07 May 2010

The Freedom to Fail

Among the plethora of freedoms, real and imaginary, touted by politicians and pundits, one fundamental freedom is glaringly missing: the freedom to fail. Governments create welfare programs to save us from personal economic failure, health care to save us from health care failure, business and banking regulations and agency to save us from bank and business failure. Unfortunately, we learn by our mistakes. More importantly, the risk-taking entrepreneurial spirit requires the right to fail completely in addition to the right to windfall profits if it succeeds.

Without the right to fail, we become capricious and stop taking precautions to avoid suffering. Why save money if the government will provide pensions? Why buy health care if the government will provide it? Why be skeptical of bank interest rates that are too good to be true if the government guarantees our savings will be safe from loss? Why save for a rainy day when the government provides steadily growing unemployment insurance? Why cautiously rent when the government rewards us for taking a mortgage?

Unfortunately, when you take away the right to fail, you must also take away the right to succeed. Without the risk of failure, banks and individuals take too many risks and individuals are less inclined to take care of their own needs, increasing the need for heavy taxation. We already tax the poor heavily through monopoly gambling rights for the government and sin taxes on cigarettes and alcohol. The only way to raise taxes is thus on the less poor, by taxing the rich until their income is at a very modest level.

Many things stop happening at such a level. Potential medical students decide to not pursue degrees in medicine. Entrepreneurs decide not to create new, innovative businesses. Pharmaceutical firms decide against researching expensive new drugs. In short, the advance of civilization slows. Everybody focuses, instead, on hiding their income from the taxman and maximizing their government benefits. How many of our decisions are already driven by their tax or benefits implications?

Finally, when innovation has slowed, and new companies are scarce, the government becomes fearful of large existing firms going bankrupt, as new firms will not rise to replace them. They they provide subsidies to the weak companies and tax the successful companies until they also become unprofitable. If the companies no longer face the risk of failure due to taxpayer bailouts, then it is understandable that we then spurn profitability and bonuses.

The only solution is to harald a return of the right to fail. Eliminate chapter 11 and other corporate bailouts. Eliminate all government subsidies and regulation of retirement, health and unemployment. Encourage entrepreneurs to take risks, but allow them to bear the full loss or success of those risks. Inasmuch as we reduce the freedom to fail, we reduce the freedom to succeed.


■ TASK OBJECTIVE ■
Search the listing below for "Intimacy". Copy each matching line.

■ DATA IN THIS EXERCISE ■
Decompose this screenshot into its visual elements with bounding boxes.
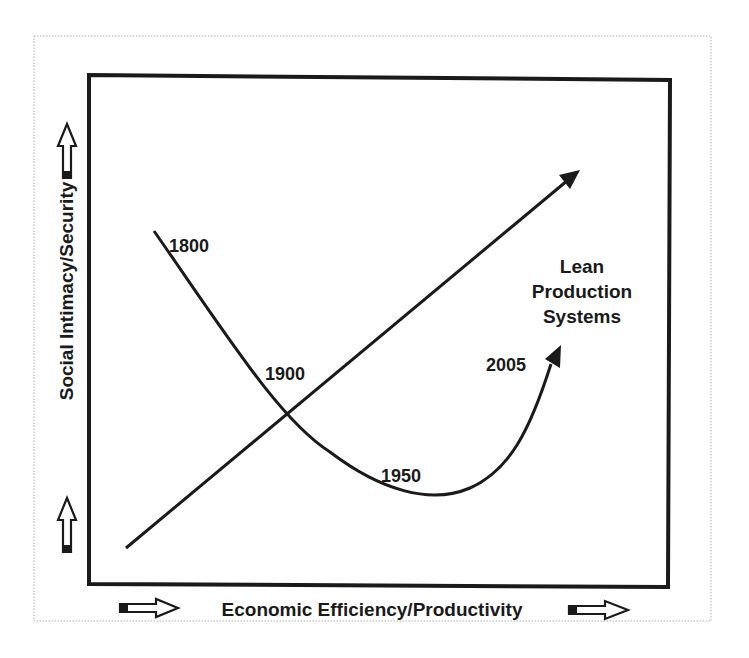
lean-label-line2: Production (532, 281, 632, 302)
x-axis-arrow-right-icon (569, 601, 628, 619)
lean-label-line1: Lean (560, 256, 604, 277)
plot-box (89, 75, 670, 587)
y-axis-label: Social Intimacy/Security (56, 181, 77, 400)
y-axis-arrow-top-icon (58, 124, 76, 178)
outer-dotted-frame (34, 36, 711, 621)
label-1950: 1950 (381, 466, 421, 486)
label-1900: 1900 (265, 364, 305, 384)
label-1800: 1800 (169, 236, 209, 256)
history-curve-arrowhead-icon (545, 345, 561, 368)
y-axis-arrow-bottom-icon (58, 498, 76, 552)
label-2005: 2005 (486, 355, 526, 375)
lean-label-line3: Systems (543, 306, 621, 327)
x-axis-arrow-left-icon (120, 599, 178, 617)
x-axis-label: Economic Efficiency/Productivity (222, 599, 523, 620)
diagram-canvas: Social Intimacy/Security Economic Effici… (0, 0, 749, 658)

■ ANSWER BELOW ■
y-axis-label: Social Intimacy/Security (56, 181, 77, 400)
diagram-canvas: Social Intimacy/Security Economic Effici… (0, 0, 749, 658)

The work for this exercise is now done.